CHICAGO -

Cars.com chief executive officer and president Alex Vetter explained why the company’s decision to acquire DealerRater goes way beyond just another sales tool within its service portfolio it can provide to dealerships.

In a way, Vetter described the pending transaction first announced on Tuesday morning basically as a move to protect dealerships from losing their sales business to upstarts that are aiming to carve away vehicle turns through a wide array of new technological approaches.

“I think it’s an important time in the auto industry because there are so many new peer-play digital companies coming into our industry, pushing the new experience or the new way to buy,” Vetter told Auto Remarketing in an exclusive phone conversation.

“We believe inherently that local dealers are still people’s best bet,” he continued. “Some lack the tools and technology to amplify what great experiences they’re providing in each of their local markets. We’re excited to help dealers harness the power of word-of-mouth marketing to amplify their customer sentiment, which we know is extremely positive.

“The media tends to focus on the one or two bad examples that are bound to happen in a big category with a big-ticket item,” Vetter went on to say. “We like to help dealers develop their own media channel to help get the word out about the great customers they’re solving problems for each and every day. There’s a lot of great opportunities here for our clients.”

Part of that opportunity resides with the potential of combining what DealerRater offers — a compilation of consumer opinions about a store’s sales and service department — with what Cars.com provides — vehicle inventory listings as well as research and other information to help individuals select a model that fits best.

“As you’ve seen over the last five, six years, consumer reviews have become a really important ingredient for all forms of e-commerce, not just automotive,” Vetter said. “You look across every category, and you could easily collect and read about prior people’s experiences with products or service providers. In the automotive industry, the competition we know is always high. Reviews are increasingly becoming one of the key decision points in helping consumers decide to they go to A or do they go to B.”

Beyond just opinions, Vetter pointed out that the combination of Cars.com and DealerRater should provide stores with a gateway to shoppers during their entire online journey to a purchase.

“What we’ve seen with DealerRater is consumers are using this last stage as an important check-in,” he said. “If you look at the audience and go to Cars.com, you tend to have a six-month purchase horizon. If you go to our mobile devices, you tend to be on almost a three-month purchase horizon on average and obviously some on a much shorter term. But when you look at DealerRater, your purchase horizon is about four weeks. “

“(The acquisition) allows Cars.com to help our dealers reach potential buyers at all stages, from the research to the vehicle selection to the dealer selection. It ensures (dealers are) in front of people when they’re making important decisions,” Vetter went on to say.

Cars.com carefully arrived at this important decision, too. Vetter described the “practical” methodology the company used.

“We’re very practical with our investors and acquisitions,” he said. “We want to make sure we find businesses that are complementary strategically, financially, culturally and operationally. I think we found that in DealerRater.

“They’ve got the best products in the industry, but they lacked the sales force of any scale,” Vetter continued. “Cars.com has invested hundreds of millions of dollars building out a robust sales network. Now we have a new product and solution we can introduce to the marketplace. There’s a lot of complementary and synergistic fit between a world-class product with a world-class sales force and being able to bring it to our 20,000-plus dealer relationships, and soon to manufacturers as well.

“The deal has a lot of win-wins for both sides that I think made this deal stand out,” he went on to say.

Auto Remarketing closed it conversation with Vetter by asking about what the impact this transaction might have on Cars.com a year from now — a span that might seem like centuries in technological terms in light of how quickly advances are made. To answer the question, Vetter returned to a thought about the traditional place dealerships have in the automotive market.

“We think that dealers are still spending half of their marketing budgets on traditional media, yet most people tend to ignore those mass-marketing messages and go online to decide on what to buy and where to buy it,” Vetter said.

“A year from now, what I would like to see is dealerships’ profitability increase because they rely less on expensive, large-scale traditional advertising and rely more on tapping into their own customer base to share and socialize how great it is to do business with them so that there aren’t this new crop of digital retailers that are coming into the industry,” he continued.

“I would like to see those businesses go by the wayside and more local dealers maintain their position of strength in the local market as the place to buy, trade and service their cars,” Vetter went on to say.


Where a line of the records holds the string "work", copy that line.

_Input records_:
┌──
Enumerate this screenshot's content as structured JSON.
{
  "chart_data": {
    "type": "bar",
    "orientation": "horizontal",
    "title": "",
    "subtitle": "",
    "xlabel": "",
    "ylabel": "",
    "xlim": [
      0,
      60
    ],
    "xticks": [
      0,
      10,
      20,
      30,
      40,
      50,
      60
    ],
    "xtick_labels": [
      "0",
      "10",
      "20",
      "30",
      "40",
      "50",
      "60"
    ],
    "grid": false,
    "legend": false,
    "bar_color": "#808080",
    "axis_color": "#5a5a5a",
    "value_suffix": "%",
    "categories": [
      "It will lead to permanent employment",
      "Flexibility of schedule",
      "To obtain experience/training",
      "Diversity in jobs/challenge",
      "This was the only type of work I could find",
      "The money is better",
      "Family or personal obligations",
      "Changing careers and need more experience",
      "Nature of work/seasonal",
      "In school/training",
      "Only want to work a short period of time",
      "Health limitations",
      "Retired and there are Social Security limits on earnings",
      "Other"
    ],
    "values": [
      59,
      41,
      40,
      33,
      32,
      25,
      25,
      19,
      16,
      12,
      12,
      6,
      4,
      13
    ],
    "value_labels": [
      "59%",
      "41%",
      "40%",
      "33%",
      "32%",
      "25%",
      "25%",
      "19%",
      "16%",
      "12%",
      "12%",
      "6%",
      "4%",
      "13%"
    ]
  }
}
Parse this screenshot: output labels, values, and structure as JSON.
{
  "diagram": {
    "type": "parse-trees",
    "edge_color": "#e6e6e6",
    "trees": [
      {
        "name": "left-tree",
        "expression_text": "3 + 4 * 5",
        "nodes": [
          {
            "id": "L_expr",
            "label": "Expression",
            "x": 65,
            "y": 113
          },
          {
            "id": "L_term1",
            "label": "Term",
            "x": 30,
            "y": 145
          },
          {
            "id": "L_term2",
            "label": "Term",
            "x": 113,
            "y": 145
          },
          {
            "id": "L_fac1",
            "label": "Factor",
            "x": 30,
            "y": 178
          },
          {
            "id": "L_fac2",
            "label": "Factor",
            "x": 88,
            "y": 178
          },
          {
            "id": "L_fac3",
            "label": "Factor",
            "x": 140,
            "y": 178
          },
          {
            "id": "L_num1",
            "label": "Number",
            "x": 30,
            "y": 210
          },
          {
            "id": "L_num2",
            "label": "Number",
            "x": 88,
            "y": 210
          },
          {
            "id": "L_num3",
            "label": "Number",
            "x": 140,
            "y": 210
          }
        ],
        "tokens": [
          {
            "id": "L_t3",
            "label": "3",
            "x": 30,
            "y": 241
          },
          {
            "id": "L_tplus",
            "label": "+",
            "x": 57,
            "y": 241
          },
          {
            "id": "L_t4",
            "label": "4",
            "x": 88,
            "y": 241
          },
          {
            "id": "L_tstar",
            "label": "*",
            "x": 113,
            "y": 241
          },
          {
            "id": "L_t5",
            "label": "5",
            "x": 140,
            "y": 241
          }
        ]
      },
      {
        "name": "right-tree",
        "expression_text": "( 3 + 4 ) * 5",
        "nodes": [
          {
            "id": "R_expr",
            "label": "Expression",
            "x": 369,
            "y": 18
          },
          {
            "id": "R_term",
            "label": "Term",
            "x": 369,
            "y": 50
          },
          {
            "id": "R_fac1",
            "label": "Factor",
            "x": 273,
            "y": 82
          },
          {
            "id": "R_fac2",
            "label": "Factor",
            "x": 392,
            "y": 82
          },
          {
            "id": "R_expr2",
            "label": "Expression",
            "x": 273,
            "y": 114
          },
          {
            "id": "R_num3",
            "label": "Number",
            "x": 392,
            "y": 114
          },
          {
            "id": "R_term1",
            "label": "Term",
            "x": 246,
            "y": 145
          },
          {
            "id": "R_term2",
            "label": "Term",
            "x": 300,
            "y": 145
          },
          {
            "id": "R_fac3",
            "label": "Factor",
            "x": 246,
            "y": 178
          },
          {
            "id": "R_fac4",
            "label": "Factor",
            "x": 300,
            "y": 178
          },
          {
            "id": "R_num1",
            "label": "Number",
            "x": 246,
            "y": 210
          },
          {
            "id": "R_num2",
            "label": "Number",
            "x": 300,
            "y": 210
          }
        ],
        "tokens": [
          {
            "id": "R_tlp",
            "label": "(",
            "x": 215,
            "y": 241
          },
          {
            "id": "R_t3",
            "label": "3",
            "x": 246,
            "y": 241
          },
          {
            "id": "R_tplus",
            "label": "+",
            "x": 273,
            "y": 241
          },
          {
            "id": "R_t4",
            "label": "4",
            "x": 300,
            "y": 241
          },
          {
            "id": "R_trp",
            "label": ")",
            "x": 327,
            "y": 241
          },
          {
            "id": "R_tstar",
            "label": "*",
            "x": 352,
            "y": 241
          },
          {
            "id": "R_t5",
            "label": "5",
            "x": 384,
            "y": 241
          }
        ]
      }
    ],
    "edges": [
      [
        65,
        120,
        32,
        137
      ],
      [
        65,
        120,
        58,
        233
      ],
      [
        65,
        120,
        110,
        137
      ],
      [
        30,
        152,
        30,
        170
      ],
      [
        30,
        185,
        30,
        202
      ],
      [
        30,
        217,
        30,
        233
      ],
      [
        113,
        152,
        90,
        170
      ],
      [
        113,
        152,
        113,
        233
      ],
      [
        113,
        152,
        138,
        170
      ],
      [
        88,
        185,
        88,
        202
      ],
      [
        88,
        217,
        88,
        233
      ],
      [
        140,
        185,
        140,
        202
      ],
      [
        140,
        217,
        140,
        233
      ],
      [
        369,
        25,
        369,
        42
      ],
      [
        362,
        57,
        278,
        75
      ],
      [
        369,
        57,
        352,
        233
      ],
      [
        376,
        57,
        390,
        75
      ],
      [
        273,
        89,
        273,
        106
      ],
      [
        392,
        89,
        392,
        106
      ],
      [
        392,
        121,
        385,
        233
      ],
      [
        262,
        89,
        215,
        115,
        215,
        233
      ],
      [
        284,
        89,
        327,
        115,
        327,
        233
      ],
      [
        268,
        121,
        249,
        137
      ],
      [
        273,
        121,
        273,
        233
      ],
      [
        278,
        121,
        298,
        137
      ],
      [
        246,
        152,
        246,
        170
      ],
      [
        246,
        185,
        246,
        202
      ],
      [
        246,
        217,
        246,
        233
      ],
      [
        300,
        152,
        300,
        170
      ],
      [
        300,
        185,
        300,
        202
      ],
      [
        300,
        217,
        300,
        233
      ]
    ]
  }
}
└──
_Task answer_:
      "This was the only type of work I could find",
      "Nature of work/seasonal",
      "Only want to work a short period of time",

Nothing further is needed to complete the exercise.